Manuel Balce Ceneta / AP

Report: Trump Draws Red Line Ahead of Shutdown Deadline

A demand for $5 billion in border wall funding could complicate efforts to provide a pay raise for federal workers in 2019.

President Trump said he will stand firm on his demand that Congress approve $5 billion in funding for his proposed wall along the U.S.-Mexico border, raising doubts about whether the government will remain fully open past Dec. 7.

Politico reported Wednesday that Trump considers that figure to be a “red line,” although the publication noted that Trump has repeatedly reversed course on ultimatums in previous budget negotiations.

Congress and the president have until Dec. 7 to approve a fiscal 2019 spending package that includes appropriations for the Transportation, Housing and Urban Development, State, Interior, Agriculture, Treasury, Commerce, Homeland Security and Justice departments, among other agencies, or around 300,000 federal workers will face furloughs in a partial government shutdown.

Continued gridlock between Republicans and Democrats over how to fund these agencies means that lawmakers’ efforts to provide civilian federal employees with a 1.9 percent pay raise in 2019 remain in doubt. Before the midterm elections, Republican appropriators said they would agree to include the raise, but the provision would need to be enacted as part of the spending package by the end of this year in order to override Trump’s plan to freeze civilian pay.

The wall funding demand places the president severely at odds with congressional Democrats, who have offered $1.6 billion for “border security,” which could include fencing and other provisions unrelated to a wall. Politico reported that Trump specifically said all $5 billion of his ask must be spent on the wall itself.

“The number is larger for border security,” he told the publication.

Further complicating talks are a number of other riders that lawmakers have mulled attaching to the spending bill in recent days. Earlier this month, Senate Democrats suggested attaching to the must-pass bill a bipartisan measure designed to protect Special Counsel Robert Mueller from interference by the White House or Justice Department. Sen. Lindsey Graham, R-S.C., threatened to withhold his vote for a spending bill until CIA Director Gina Haspel agrees to brief members of Congress about the murder of journalist Jamal Khashoggi by Saudi government operatives.

Despite Trump’s self-professed firmness in wanting $5 billion for his border wall, he also told The Washington Post on Wednesday that he’d be open to a “Plan B” to try to achieve his goals “another way.”

In the eyes of longtime budget analyst Stan Collender, Wednesday’s conflicting messages signal that Trump is not yet sure whether he is willing to trigger a government shutdown over the wall.

“The situation is somewhat different [from September, when Trump signed a continuing resolution] given the impending Democratic takeover of the House of Representatives in less than six weeks and the perception by many that this is Trump’s last chance to fund his wall,” Collender wrote. “But . . . it’s noteworthy that Trump seems to be just as conflicted about a shutdown now as he was back in September. He continues to be anything but resolute and is using very Hamlet-like conditional language (‘would’ and ‘could’ instead of ‘will’) to explain what he might do.”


## Exercise directions
An exact transcription of all the entries below is required.
-------
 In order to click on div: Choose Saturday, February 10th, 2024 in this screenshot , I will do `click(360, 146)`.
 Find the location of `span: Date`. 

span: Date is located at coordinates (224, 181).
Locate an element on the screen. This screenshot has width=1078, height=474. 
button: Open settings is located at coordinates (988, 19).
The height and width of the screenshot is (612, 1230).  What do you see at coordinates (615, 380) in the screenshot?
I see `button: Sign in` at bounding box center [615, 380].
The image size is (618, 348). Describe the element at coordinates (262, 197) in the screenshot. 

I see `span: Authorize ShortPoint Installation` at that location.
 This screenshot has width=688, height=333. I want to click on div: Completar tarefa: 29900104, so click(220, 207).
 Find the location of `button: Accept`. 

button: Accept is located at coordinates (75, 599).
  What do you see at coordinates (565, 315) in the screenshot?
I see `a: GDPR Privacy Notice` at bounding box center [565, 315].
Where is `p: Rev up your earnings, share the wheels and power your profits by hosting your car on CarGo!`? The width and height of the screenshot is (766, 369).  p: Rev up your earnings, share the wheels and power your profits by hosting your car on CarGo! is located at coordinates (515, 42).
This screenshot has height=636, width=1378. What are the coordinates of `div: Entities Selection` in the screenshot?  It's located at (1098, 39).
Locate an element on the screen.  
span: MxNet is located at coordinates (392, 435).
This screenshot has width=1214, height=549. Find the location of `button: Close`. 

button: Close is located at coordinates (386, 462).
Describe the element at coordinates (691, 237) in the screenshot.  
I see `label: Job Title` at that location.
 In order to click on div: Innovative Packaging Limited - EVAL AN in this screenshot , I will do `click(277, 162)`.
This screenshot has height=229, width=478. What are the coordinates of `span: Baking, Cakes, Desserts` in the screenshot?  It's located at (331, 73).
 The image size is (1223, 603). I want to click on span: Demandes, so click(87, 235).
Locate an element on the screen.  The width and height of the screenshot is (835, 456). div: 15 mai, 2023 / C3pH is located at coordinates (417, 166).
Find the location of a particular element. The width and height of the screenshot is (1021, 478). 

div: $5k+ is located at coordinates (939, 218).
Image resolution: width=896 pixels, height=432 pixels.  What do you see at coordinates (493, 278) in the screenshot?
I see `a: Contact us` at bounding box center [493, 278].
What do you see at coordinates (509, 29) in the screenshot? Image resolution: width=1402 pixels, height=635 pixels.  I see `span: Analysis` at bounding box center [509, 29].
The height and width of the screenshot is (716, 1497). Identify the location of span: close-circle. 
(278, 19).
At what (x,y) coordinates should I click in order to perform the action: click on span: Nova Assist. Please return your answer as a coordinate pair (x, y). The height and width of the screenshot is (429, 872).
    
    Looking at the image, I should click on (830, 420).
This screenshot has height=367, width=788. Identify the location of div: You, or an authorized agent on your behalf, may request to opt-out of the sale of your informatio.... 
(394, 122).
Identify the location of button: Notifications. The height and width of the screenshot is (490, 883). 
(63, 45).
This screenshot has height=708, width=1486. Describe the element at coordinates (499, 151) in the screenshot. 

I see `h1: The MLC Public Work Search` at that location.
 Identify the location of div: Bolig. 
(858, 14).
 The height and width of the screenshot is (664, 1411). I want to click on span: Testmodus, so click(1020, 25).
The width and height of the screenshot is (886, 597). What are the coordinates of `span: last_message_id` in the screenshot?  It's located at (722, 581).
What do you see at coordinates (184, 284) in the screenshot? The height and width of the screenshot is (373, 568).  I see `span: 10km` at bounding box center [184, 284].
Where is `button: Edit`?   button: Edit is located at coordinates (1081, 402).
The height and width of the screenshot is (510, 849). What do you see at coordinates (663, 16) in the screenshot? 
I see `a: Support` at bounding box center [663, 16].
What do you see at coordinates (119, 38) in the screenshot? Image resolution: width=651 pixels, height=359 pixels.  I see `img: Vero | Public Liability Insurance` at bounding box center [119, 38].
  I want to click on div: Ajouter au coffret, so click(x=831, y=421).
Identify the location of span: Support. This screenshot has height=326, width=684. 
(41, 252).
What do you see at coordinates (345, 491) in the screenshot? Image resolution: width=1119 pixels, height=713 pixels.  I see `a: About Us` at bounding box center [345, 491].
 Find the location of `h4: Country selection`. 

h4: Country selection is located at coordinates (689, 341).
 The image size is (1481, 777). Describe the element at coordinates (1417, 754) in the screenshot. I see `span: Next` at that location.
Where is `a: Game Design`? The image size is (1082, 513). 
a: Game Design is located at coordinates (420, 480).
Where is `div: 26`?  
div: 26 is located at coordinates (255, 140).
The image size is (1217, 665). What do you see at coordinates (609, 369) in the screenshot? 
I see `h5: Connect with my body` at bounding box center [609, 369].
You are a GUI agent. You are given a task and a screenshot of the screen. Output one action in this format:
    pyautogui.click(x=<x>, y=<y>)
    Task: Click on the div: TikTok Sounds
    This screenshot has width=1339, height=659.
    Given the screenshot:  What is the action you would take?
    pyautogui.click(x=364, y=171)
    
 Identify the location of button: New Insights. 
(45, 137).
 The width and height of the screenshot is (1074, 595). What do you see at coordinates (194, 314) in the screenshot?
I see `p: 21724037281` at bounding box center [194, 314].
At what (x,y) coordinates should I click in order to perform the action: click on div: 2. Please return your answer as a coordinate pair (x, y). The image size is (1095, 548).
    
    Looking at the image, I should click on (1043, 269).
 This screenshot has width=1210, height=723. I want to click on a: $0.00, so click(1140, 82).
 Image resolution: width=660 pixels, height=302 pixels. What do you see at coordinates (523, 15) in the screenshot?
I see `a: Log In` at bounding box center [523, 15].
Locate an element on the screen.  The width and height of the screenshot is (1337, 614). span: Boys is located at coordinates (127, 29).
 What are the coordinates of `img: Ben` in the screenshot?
-------
## Exercise output
 In order to click on div: Choose Saturday, February 10th, 2024 in this screenshot , I will do `click(360, 146)`.
 Find the location of `span: Date`. 

span: Date is located at coordinates (224, 181).
Locate an element on the screen. This screenshot has width=1078, height=474. 
button: Open settings is located at coordinates (988, 19).
The height and width of the screenshot is (612, 1230).  What do you see at coordinates (615, 380) in the screenshot?
I see `button: Sign in` at bounding box center [615, 380].
The image size is (618, 348). Describe the element at coordinates (262, 197) in the screenshot. 

I see `span: Authorize ShortPoint Installation` at that location.
 This screenshot has width=688, height=333. I want to click on div: Completar tarefa: 29900104, so click(220, 207).
 Find the location of `button: Accept`. 

button: Accept is located at coordinates (75, 599).
  What do you see at coordinates (565, 315) in the screenshot?
I see `a: GDPR Privacy Notice` at bounding box center [565, 315].
Where is `p: Rev up your earnings, share the wheels and power your profits by hosting your car on CarGo!`? The width and height of the screenshot is (766, 369).  p: Rev up your earnings, share the wheels and power your profits by hosting your car on CarGo! is located at coordinates (515, 42).
This screenshot has height=636, width=1378. What are the coordinates of `div: Entities Selection` in the screenshot?  It's located at (1098, 39).
Locate an element on the screen.  
span: MxNet is located at coordinates (392, 435).
This screenshot has width=1214, height=549. Find the location of `button: Close`. 

button: Close is located at coordinates (386, 462).
Describe the element at coordinates (691, 237) in the screenshot.  
I see `label: Job Title` at that location.
 In order to click on div: Innovative Packaging Limited - EVAL AN in this screenshot , I will do `click(277, 162)`.
This screenshot has height=229, width=478. What are the coordinates of `span: Baking, Cakes, Desserts` in the screenshot?  It's located at (331, 73).
 The image size is (1223, 603). I want to click on span: Demandes, so click(87, 235).
Locate an element on the screen.  The width and height of the screenshot is (835, 456). div: 15 mai, 2023 / C3pH is located at coordinates (417, 166).
Find the location of a particular element. The width and height of the screenshot is (1021, 478). 

div: $5k+ is located at coordinates (939, 218).
Image resolution: width=896 pixels, height=432 pixels.  What do you see at coordinates (493, 278) in the screenshot?
I see `a: Contact us` at bounding box center [493, 278].
What do you see at coordinates (509, 29) in the screenshot? Image resolution: width=1402 pixels, height=635 pixels.  I see `span: Analysis` at bounding box center [509, 29].
The height and width of the screenshot is (716, 1497). Identify the location of span: close-circle. 
(278, 19).
At what (x,y) coordinates should I click in order to perform the action: click on span: Nova Assist. Please return your answer as a coordinate pair (x, y). The height and width of the screenshot is (429, 872).
    
    Looking at the image, I should click on (830, 420).
This screenshot has height=367, width=788. Identify the location of div: You, or an authorized agent on your behalf, may request to opt-out of the sale of your informatio.... 
(394, 122).
Identify the location of button: Notifications. The height and width of the screenshot is (490, 883). 
(63, 45).
This screenshot has height=708, width=1486. Describe the element at coordinates (499, 151) in the screenshot. 

I see `h1: The MLC Public Work Search` at that location.
 Identify the location of div: Bolig. 
(858, 14).
 The height and width of the screenshot is (664, 1411). I want to click on span: Testmodus, so click(1020, 25).
The width and height of the screenshot is (886, 597). What are the coordinates of `span: last_message_id` in the screenshot?  It's located at (722, 581).
What do you see at coordinates (184, 284) in the screenshot? The height and width of the screenshot is (373, 568).  I see `span: 10km` at bounding box center [184, 284].
Where is `button: Edit`?   button: Edit is located at coordinates (1081, 402).
The height and width of the screenshot is (510, 849). What do you see at coordinates (663, 16) in the screenshot? 
I see `a: Support` at bounding box center [663, 16].
What do you see at coordinates (119, 38) in the screenshot? Image resolution: width=651 pixels, height=359 pixels.  I see `img: Vero | Public Liability Insurance` at bounding box center [119, 38].
  I want to click on div: Ajouter au coffret, so click(x=831, y=421).
Identify the location of span: Support. This screenshot has height=326, width=684. 
(41, 252).
What do you see at coordinates (345, 491) in the screenshot? Image resolution: width=1119 pixels, height=713 pixels.  I see `a: About Us` at bounding box center [345, 491].
 Find the location of `h4: Country selection`. 

h4: Country selection is located at coordinates (689, 341).
 The image size is (1481, 777). Describe the element at coordinates (1417, 754) in the screenshot. I see `span: Next` at that location.
Where is `a: Game Design`? The image size is (1082, 513). 
a: Game Design is located at coordinates (420, 480).
Where is `div: 26`?  
div: 26 is located at coordinates (255, 140).
The image size is (1217, 665). What do you see at coordinates (609, 369) in the screenshot? 
I see `h5: Connect with my body` at bounding box center [609, 369].
You are a GUI agent. You are given a task and a screenshot of the screen. Output one action in this format:
    pyautogui.click(x=<x>, y=<y>)
    Task: Click on the div: TikTok Sounds
    This screenshot has width=1339, height=659.
    Given the screenshot:  What is the action you would take?
    pyautogui.click(x=364, y=171)
    
 Identify the location of button: New Insights. 
(45, 137).
 The width and height of the screenshot is (1074, 595). What do you see at coordinates (194, 314) in the screenshot?
I see `p: 21724037281` at bounding box center [194, 314].
At what (x,y) coordinates should I click in order to perform the action: click on div: 2. Please return your answer as a coordinate pair (x, y). The image size is (1095, 548).
    
    Looking at the image, I should click on (1043, 269).
 This screenshot has width=1210, height=723. I want to click on a: $0.00, so click(1140, 82).
 Image resolution: width=660 pixels, height=302 pixels. What do you see at coordinates (523, 15) in the screenshot?
I see `a: Log In` at bounding box center [523, 15].
Locate an element on the screen.  The width and height of the screenshot is (1337, 614). span: Boys is located at coordinates (127, 29).
 What are the coordinates of `img: Ben` in the screenshot?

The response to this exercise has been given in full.